Americans eat twice as much meat as Russians, but we eat twice as many potatoes. Austrians eat 2.5 times more fruit than Russians. Europeans spend 11% of their wages on food, whereas we spend 30%. The average wage in Switzerland is 5,564 euros, or 437,000 roubles, whereas the average wage in Russia (according to data for November 2018) stands at 42,595 roubles, or 540 euros, i.e. ten times less. A cleaner in Finland gets 2000 euros and an engineer in Russia 700.

Life expectancy in Japan is 82, in Norway 82, in Israel, which is always at war, also 82, in Albania which survived the gloom of the most boorish communism, 76, in modest Honduras which lays absolutely no claims to greatness, 75, and in great Russia 72. So in what, pray, lies our greatness? That we die more often and quicker than the Germans, Americans and Hondurans?

These are the really important figures about our life and country, which, deploying all their efforts, they try to distract us from, clouding our heads with tall stories about the unbelievable hostility of the surrounding world, the difficulty of our unique path and the need to be patient and pray.

Every unhappiness has its own history, as does every form of poverty. The reasons for poverty in India, Africa, Latin America and Russia are different. In Russia, whose wealth is not a secret, poverty is artificial, man-made. It is the direct result of mismanagement, cynicism and the hypocrisy of its rulers, the gangsters in government and of a colossal autocracy which spanned four centuries, without interruption, up to the present day.

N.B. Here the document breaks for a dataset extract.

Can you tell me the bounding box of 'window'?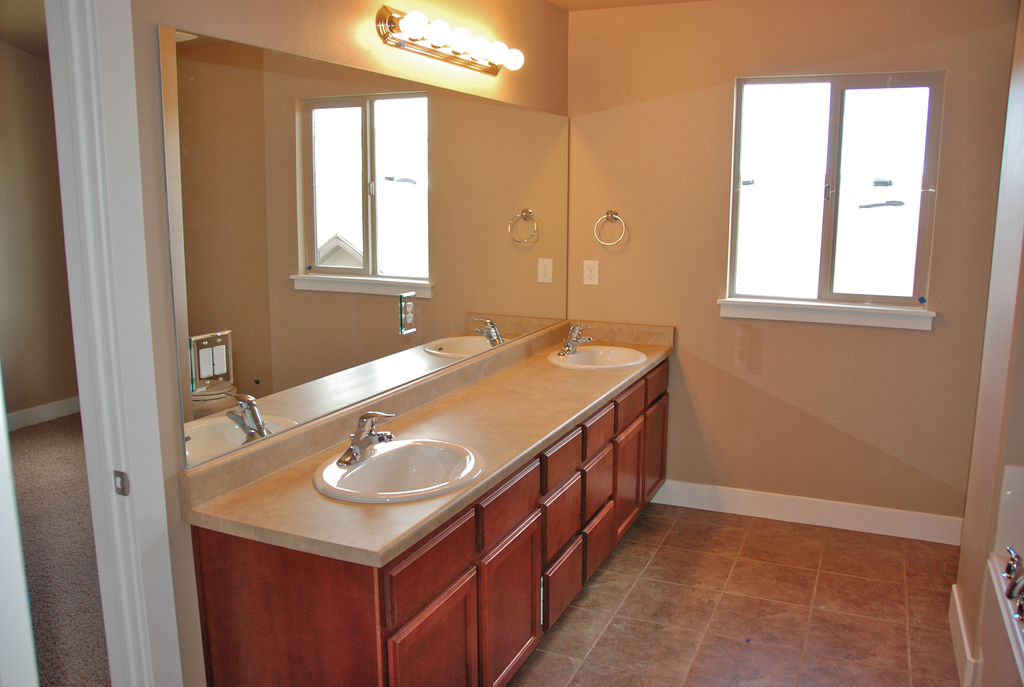
BBox(732, 40, 956, 330).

We are dealing with an inveterate and chronic disease which has warped and broken the souls and bodies of generations throughout the whole of Russian history. We feel this poverty, breathe in its musty smell when we read Radishchev, Nekrasov, Nikolai Uspensky and Leo Tolstoy. We experience it as an invariable of Russian life, as an everlasting curse that does not let the country become what it could and should become. This poverty that has lasted centuries is the main product of autocracy, whether it be Tsarist or Stalinist, the former communist or the present KGB type – and has ground itself into our souls and minds, has been absorbed by our way of thinking, tormented and exhausted us.

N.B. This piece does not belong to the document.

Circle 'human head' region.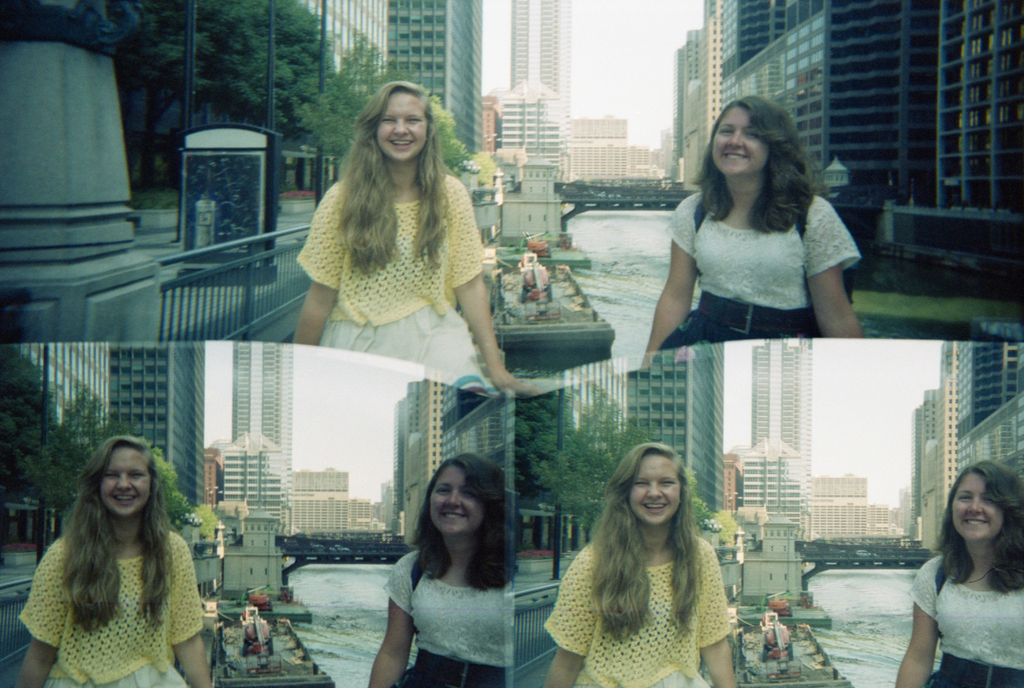
Region: [424, 454, 502, 543].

The State in Russia creates and supports poverty. They need poverty as a basis for governance, a premise for their power. They need to keep people in a half-strangulated, half-conscious state so that we drag ourselves from birth to death along the appointed path without wriggling and vote correctly and empty out our pockets when the moment comes. For all other eventualities they have the Rosgvardiya [the National Guard of Russia – Trans.], the OMON and the FSB. And they don’t begrudge the money paid to secret agents and death squads either.